In hardware-assisted virtualization, the hardware provides architectural support that facilitates building a virtual machine monitor and allows guest OSes to be run in isolation.[19] Hardware-assisted virtualization was first introduced on the IBM System/370 in 1972, for use with VM/370, the first virtual machine operating system offered by IBM as an official product.[20]

In 2005 and 2006,

.

In 2006, first-generation 32- and 64-bit x86 hardware support was found to rarely offer performance advantages over software virtualization.[21]

OS-level virtualization

In OS-level virtualization, a physical server is virtualized at the operating system level, enabling multiple isolated and secure virtualized servers to run on a single physical server. The "guest" operating system environments share the same running instance of the operating system as the host system. Thus, the same

operating system kernel is also used to implement the "guest" environments, and applications running in a given "guest" environment view it as a stand-alone system.
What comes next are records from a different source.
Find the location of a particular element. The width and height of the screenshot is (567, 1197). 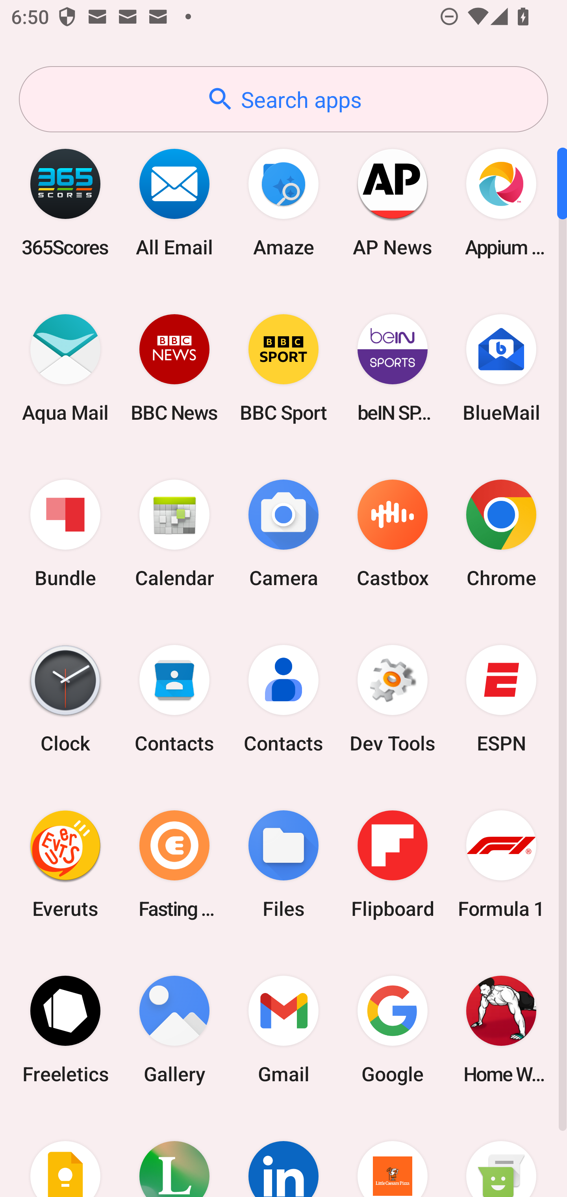

Files is located at coordinates (283, 864).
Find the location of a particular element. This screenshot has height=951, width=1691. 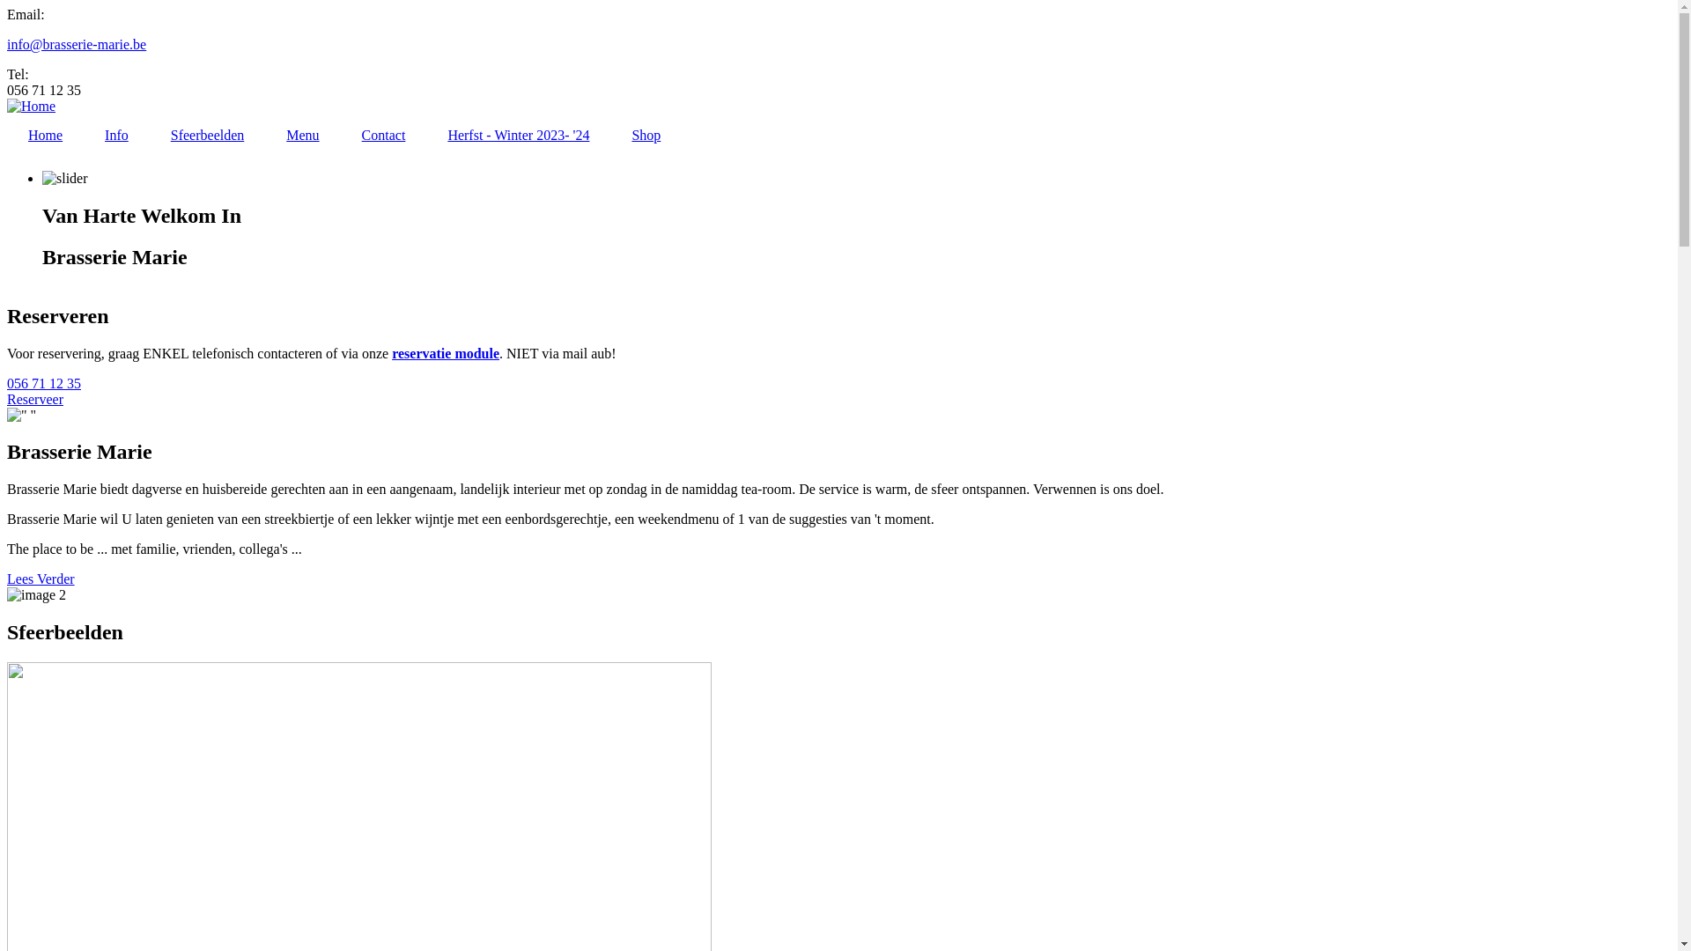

The pioneer implementation was FreeBSD jails; other examples include Docker, Solaris Containers, OpenVZ, Linux-VServer, LXC, AIX Workload Partitions, Parallels Virtuozzo Containers, and iCore Virtual Accounts
.

See also

References

  1. S2CID 12680060
    .
  2. ^ .
  3. ^ Oliphant, Patrick. "Virtual Machines". VirtualComputing. Archived from the original on 2016-07-29. Retrieved 2015-09-23. Some people use that capability to set up a separate virtual machine running Windows on a Mac, giving them access to the full range of applications available for both platforms.
  4. ^ "Super Fast Server Reboots – Another reason Virtualization rocks". vmwarez.com. 2006-05-09. Archived from the original on 2006-06-14. Retrieved 2013-06-14.
  5. ^ "Server Consolidation and Containment With Virtual Infrastructure" (PDF). VMware. 2007. Archived (PDF) from the original on 2013-12-28. Retrieved 2015-09-29.
  6. .
  7. .
  8. . pp. 89–99.
  9. ), Chapter 1.
  10. from the original on 2009-12-03. Retrieved 2009-11-07.
  11. .
  12. .
  13. .
  14. .
  15. .
  16. .
  17. .
  18. ^ Paleczny, Michael; Vick, Christopher; Click, Cliff (2001). "The Java HotSpot server compiler". Proceedings of the Java Virtual Machine Research and Technology Symposium on Java Virtual Machine Research and Technology Symposium. Vol. 1. Monterey, California: USENIX Association.
  19. S2CID 18514555
    .
  20. ^ Randal, A. (2019). The Ideal Versus the Real: Revisiting the History of Virtual Machines and Containers.
  21. ^ Adams, Keith; Agesen, Ole (2006-10-21). A Comparison of Software and Hardware Techniques for x86 Virtualization (PDF). ASPLOS’06 21–25 October 2006. San Jose, California, US. Archived (PDF) from the original on 2010-08-20. Surprisingly, we find that the first-generation hardware support rarely offers performance advantages over existing software techniques. We ascribe this situation to high VMM/guest transition costs and a rigid programming model that leaves little room for software flexibility in managing either the frequency or cost of these transitions.